‘I cannot understand what you are saying,’ said Isabel. ‘Oh, let me be! I am at home, and among my ain folk. I neither want change nor diversion—nor to be married—nor a new life! If there is one thing I would like, it would be to work late and early and take care of the house. But I am too old to learn lessons now, and I am not old enough to be always thinking about myself.’

‘Perhaps it’s best for the present,’ said Miss Catherine, finally giving in, ‘though I always think when there are changes to be made it is well to make them at once. You think you can go on for ever like this, and you’ll find you are far wrong; but, for the present, my dear, let us talk of other things. Jean will be good to you, I don’t doubt. If I were not concerned for your mother’s daughter, Isabel, and anxious to see you free from all those common folk, I would not speak——’

‘She is very kind to me, and she’s the nearest friend I have now,’ said Isabel; ‘and if she was good enough for my father to marry——’

Miss Catherine shook her head.

‘You are aye your old self,’ she said, ‘trying to provoke me for all the sorrow in your heart. But we’ll say no more on that subject. I would tell you the news of the country-side, if I thought you would care; but if you would not care——’
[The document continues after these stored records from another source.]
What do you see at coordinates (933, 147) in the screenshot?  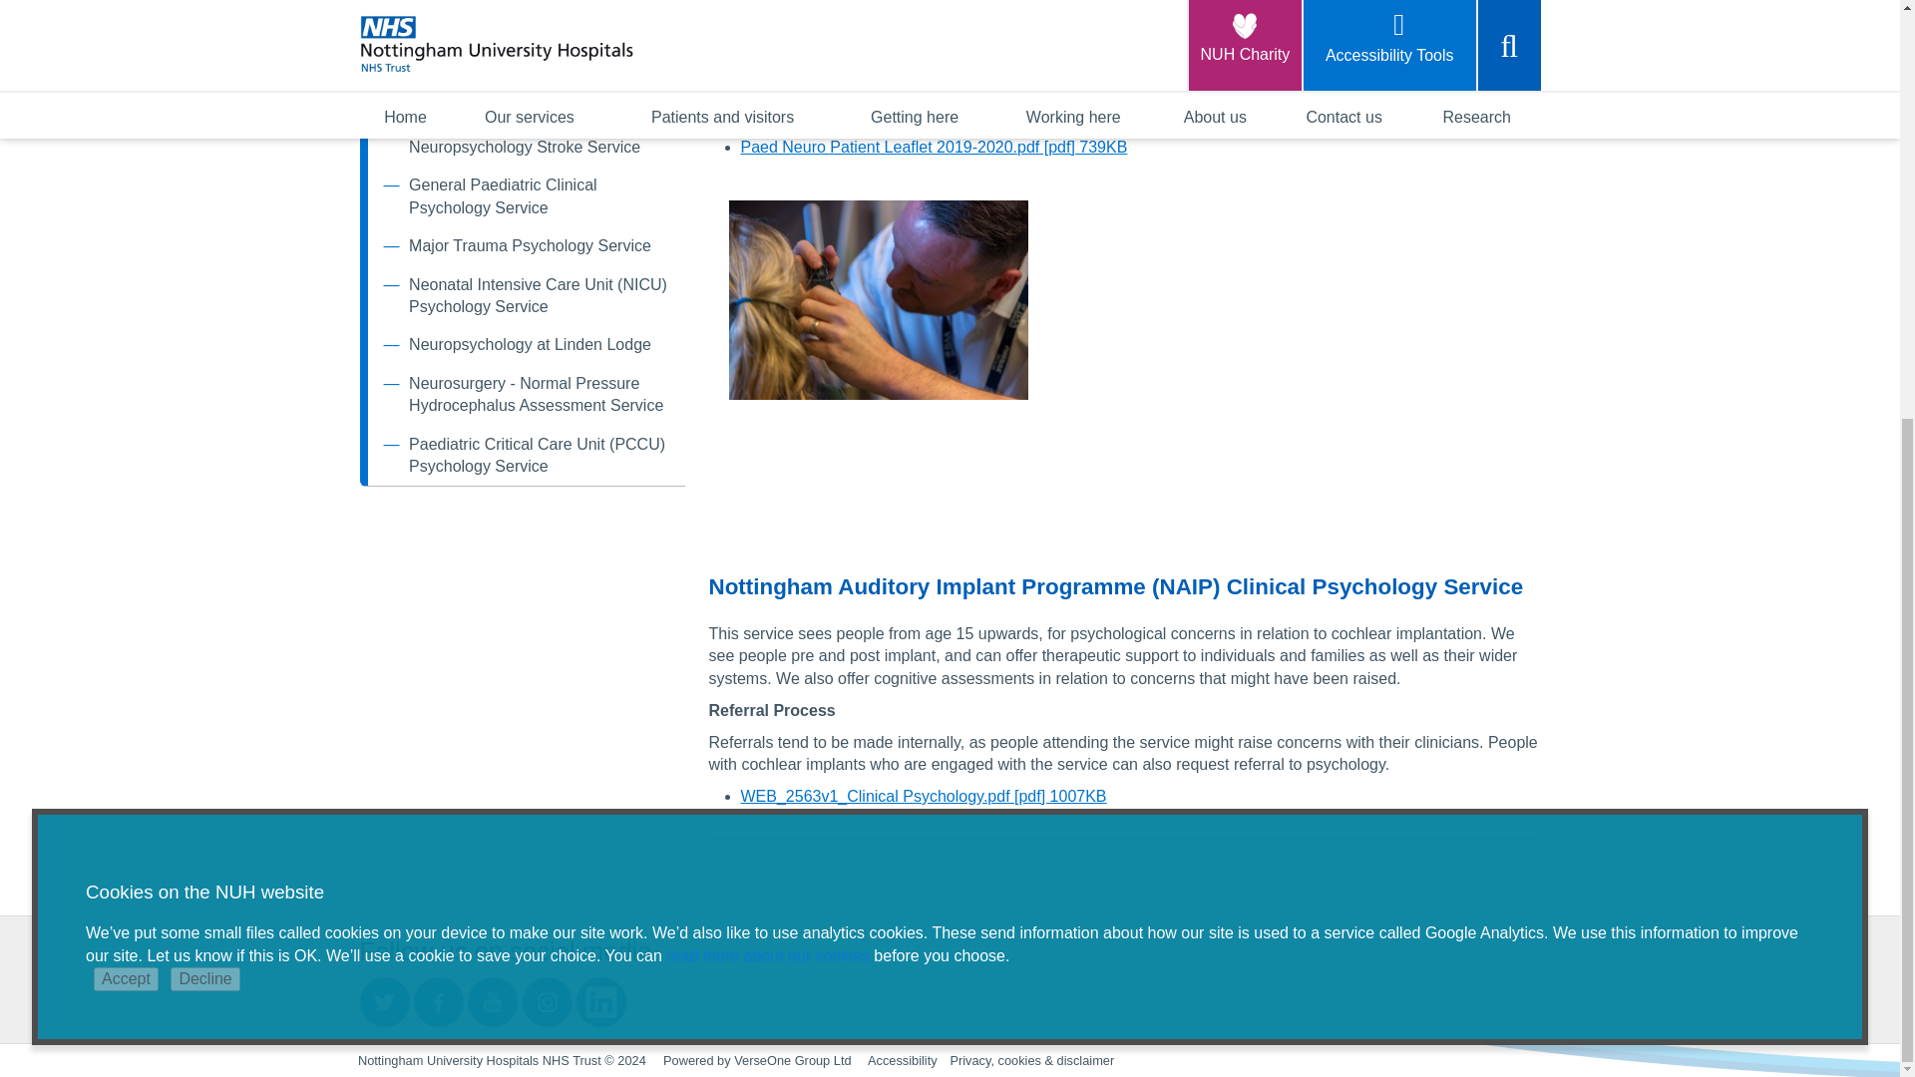 I see `download this document in a new window` at bounding box center [933, 147].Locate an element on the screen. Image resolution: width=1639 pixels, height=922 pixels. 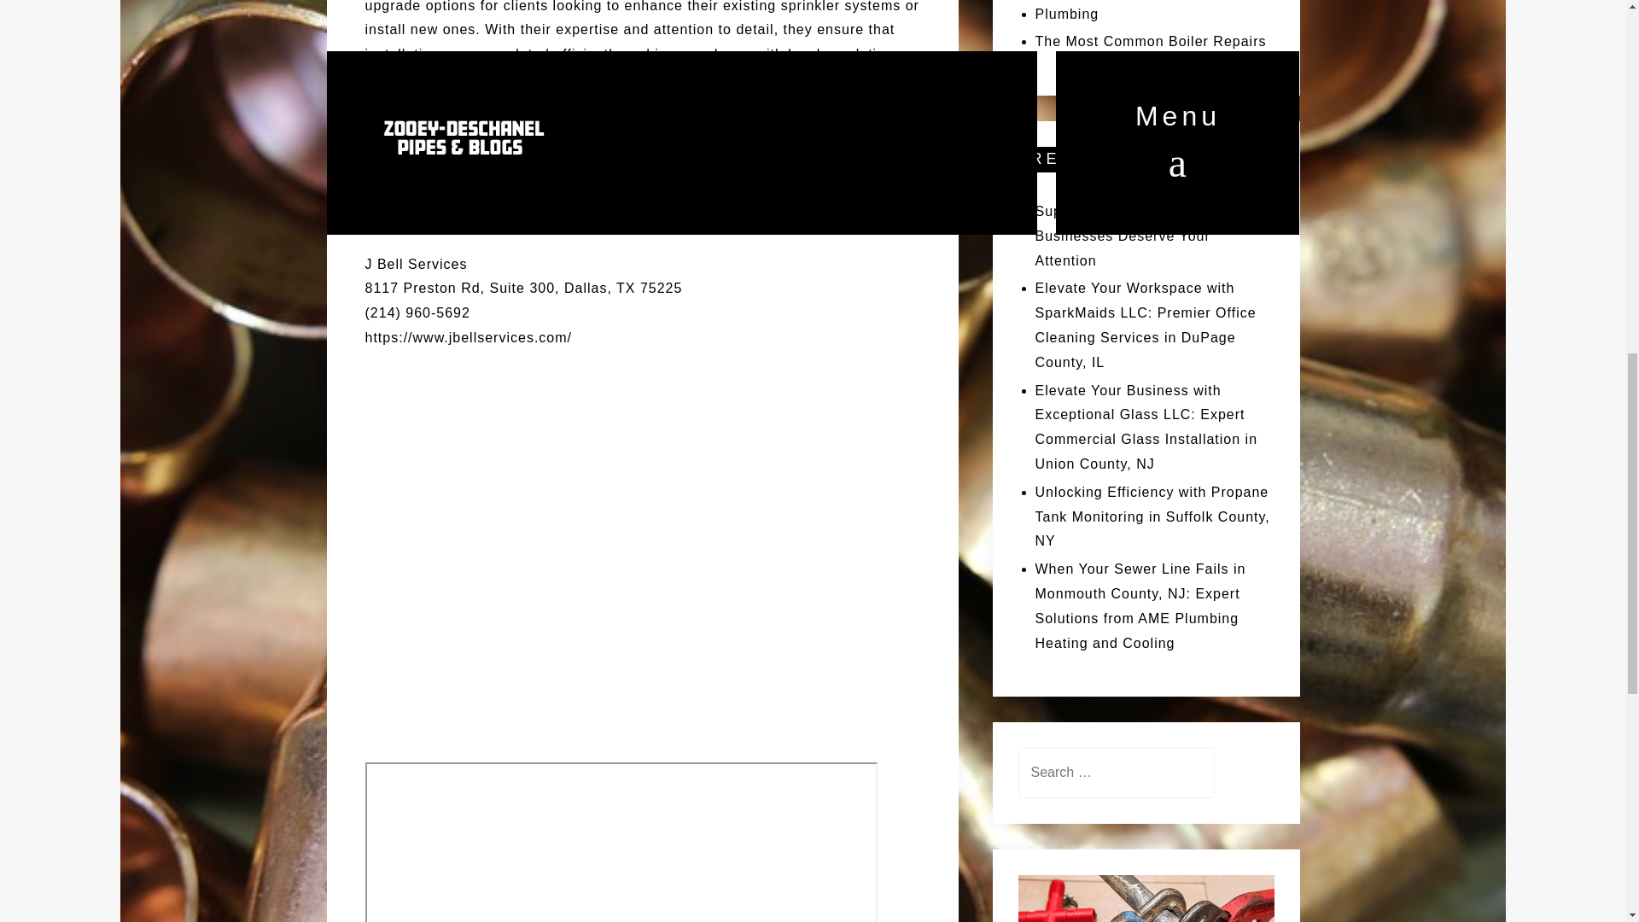
Support Local: Why These Businesses Deserve Your Attention is located at coordinates (1125, 236).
‘Oh, I do!’ cried Isabel, with a violent, sudden blush. She was ashamed of herself for caring, and angry to think that the country-side should be anything to her in her desolation. ‘I was meaning,’ she continued, timidly, ‘if there’s any news about friends.’
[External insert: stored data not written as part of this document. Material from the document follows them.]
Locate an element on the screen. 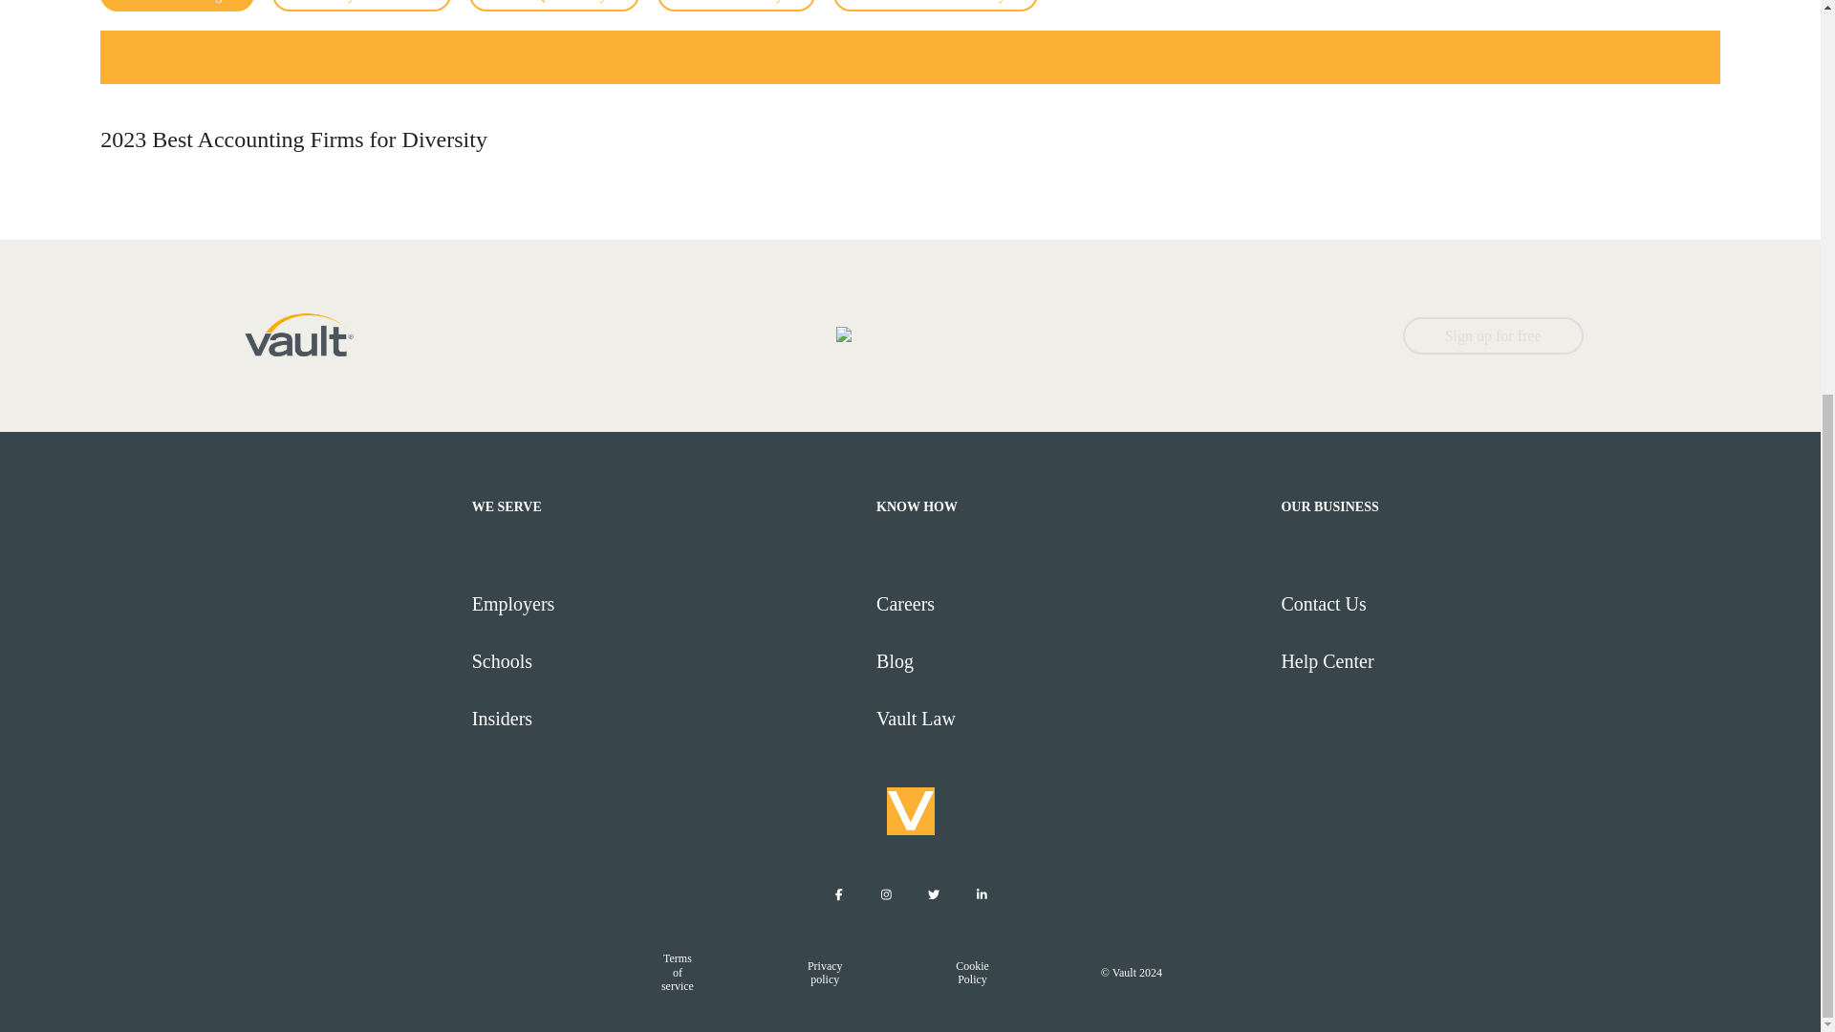  Diversity for Women is located at coordinates (360, 6).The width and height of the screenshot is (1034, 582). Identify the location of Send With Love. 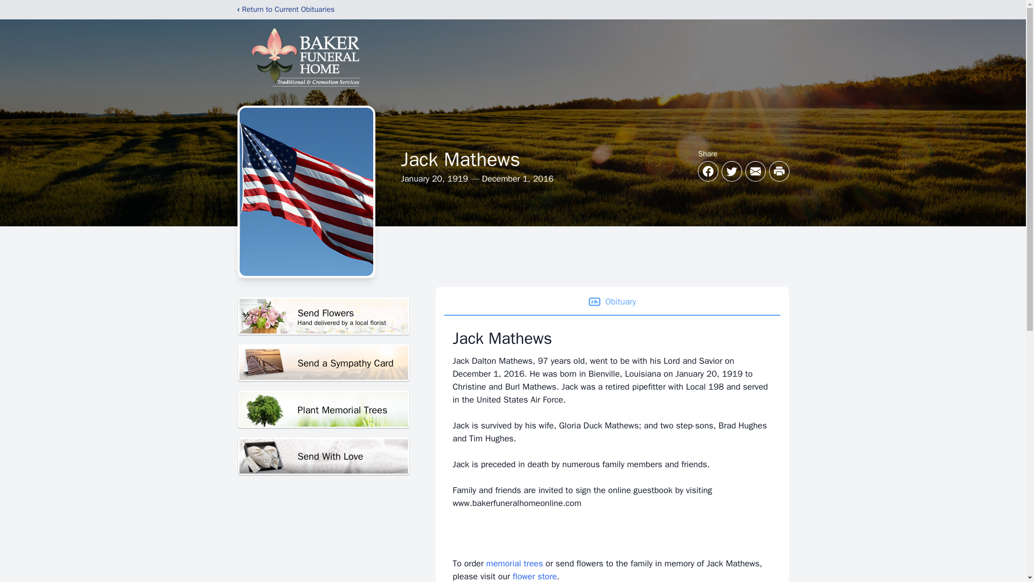
(323, 457).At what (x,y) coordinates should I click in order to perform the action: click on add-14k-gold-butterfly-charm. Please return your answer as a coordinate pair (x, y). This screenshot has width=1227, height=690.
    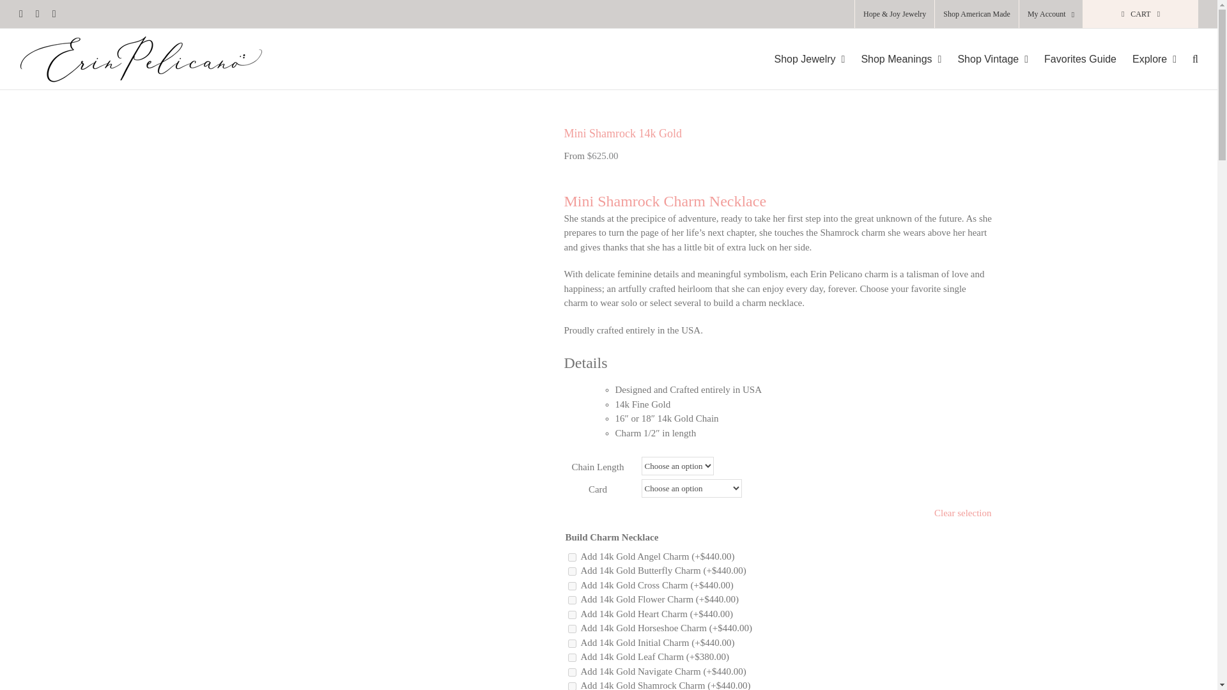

‘Mr. Lothian has been ill, Isabel; that is why he has not been here.’

‘Has he not been here—I did not know,’ said Isabel, with profound and calm indifference. Miss Catherine gazed at her for a whole minute, without moving, her eyes fixed with a wonder beyond words on the inexperienced creature who could thus balk the most artful attempts to draw her into any path she did not choose herself.

‘My dear,’ she said, rising, ‘you do not know all the love that good man wastes on you. Would you have been as careless as that if I had spoken of the lad under his roof? As if the minister was not worth twenty of him! and you not to see it, you foolish, foolish Isabel!

‘Miss Catherine,’ said Isabel, rising too, with fine youthful gravity and superiority, ‘is it right to speak like that to me, at such a time?’